On hikes I’ve seen wild cats and wild pigs, golden eagles and turkey vultures,
stinking skunks and hissing serpents. Wild animals are interesting enough, but
what really amazes me is the more basic survival drama evident in a flower or
tree growing out of a chunk of solid rock.

Animals have bones, muscles and complex brains. They have eyes, ears, noses
— the ability to identify threats and run away. But the tree growing from the
crack in the cliff face has just the bare minimum of water, soil and nutrients
required for survival, plus its genetically programmed will to live. For some
reason that seems more remarkable.

Life exists with such a fierce determination on this planet that it seems strange
to imagine our puny little species, which has been here for a mere hundred thousand
of the earth’s five billion years, posing much of a threat. My hunch is that
as long the earth maintains its current orbit, the climatic conditions for life
will continue until the sun blows up.

We have an "environmental movement" which presumes to act on behalf
of all living things that are not human. It’s noble and perhaps inevitable that
humans imagine we are so all-powerful that we can protect the
earth, but this seems to blind us to the more important issue: we need the earth
to protect us.

Earth will survive the introduction of all-terrain vehicles in our national
forests. It will outlast the drilling for oil in the Arctic National Wildlife
Refuge. It’ll go on despite the extinction of thousands of jungle frogs.
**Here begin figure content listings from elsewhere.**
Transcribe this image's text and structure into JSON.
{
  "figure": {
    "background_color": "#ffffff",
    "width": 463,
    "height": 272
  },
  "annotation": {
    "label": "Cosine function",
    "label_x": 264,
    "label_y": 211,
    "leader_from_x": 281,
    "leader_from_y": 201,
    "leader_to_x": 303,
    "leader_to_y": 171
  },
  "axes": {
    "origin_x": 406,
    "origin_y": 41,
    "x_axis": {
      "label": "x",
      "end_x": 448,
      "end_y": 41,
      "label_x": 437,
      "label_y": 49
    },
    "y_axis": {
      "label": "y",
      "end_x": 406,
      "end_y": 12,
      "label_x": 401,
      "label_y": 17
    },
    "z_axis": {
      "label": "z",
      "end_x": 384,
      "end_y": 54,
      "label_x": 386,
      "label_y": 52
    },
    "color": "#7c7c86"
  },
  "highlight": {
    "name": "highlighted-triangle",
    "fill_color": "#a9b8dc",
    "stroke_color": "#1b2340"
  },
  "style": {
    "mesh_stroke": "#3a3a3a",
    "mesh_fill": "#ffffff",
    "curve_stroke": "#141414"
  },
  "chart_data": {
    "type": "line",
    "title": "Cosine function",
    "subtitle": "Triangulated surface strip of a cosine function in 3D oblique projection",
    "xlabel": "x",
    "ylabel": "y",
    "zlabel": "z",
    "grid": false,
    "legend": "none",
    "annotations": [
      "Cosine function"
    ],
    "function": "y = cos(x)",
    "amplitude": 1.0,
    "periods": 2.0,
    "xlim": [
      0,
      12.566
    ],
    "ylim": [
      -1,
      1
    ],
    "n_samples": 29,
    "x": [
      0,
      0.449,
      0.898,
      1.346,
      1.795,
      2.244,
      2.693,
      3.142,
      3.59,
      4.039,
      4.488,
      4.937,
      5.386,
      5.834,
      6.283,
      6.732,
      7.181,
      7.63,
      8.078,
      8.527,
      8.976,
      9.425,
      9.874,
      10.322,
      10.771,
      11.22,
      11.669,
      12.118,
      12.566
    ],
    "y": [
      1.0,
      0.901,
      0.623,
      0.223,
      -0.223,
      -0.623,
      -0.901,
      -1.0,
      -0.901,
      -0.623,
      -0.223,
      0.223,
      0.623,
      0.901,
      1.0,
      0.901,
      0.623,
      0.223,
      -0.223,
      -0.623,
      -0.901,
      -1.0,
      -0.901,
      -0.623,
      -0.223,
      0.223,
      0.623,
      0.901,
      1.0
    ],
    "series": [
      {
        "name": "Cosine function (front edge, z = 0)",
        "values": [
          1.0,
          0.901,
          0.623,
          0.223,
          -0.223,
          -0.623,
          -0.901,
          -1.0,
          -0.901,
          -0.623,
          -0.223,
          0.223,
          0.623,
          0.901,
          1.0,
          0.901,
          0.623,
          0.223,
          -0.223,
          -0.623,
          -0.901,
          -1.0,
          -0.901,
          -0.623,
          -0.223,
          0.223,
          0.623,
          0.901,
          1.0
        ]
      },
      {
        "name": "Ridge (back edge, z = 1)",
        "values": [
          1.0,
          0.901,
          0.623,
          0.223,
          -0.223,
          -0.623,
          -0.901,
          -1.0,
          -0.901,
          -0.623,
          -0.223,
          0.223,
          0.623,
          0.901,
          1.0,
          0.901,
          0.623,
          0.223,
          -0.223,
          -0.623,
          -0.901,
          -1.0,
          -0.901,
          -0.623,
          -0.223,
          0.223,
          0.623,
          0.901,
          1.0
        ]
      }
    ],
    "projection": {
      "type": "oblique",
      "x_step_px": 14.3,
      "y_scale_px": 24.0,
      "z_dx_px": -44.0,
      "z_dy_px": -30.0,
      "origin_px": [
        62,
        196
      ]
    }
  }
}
The real issue is whether we will survive. This is just a wild guess,
but I can’t help thinking the elements of our planet’s biosphere that were here
100,000 years ago when our species evolved into its current form need to remain
here if we are to survive.

Humans were born into an earth with oceans and forests teeming with life. Modern
humans are busy cutting down forests and turning oceans into deep-water
deserts. Can humanity survive without healthy oceans and vibrant forests? Yeah,
until it can’t anymore.

I tend to write about these things as they occur to me. The observations may not be new to you but they are new to me. Lately I’ve been thinking we need nature a lot more than it needs us. I’ve often said the best thing people can do for the wilderness is stay the hell out of it. It may well also be the best thing we can do for ourselves.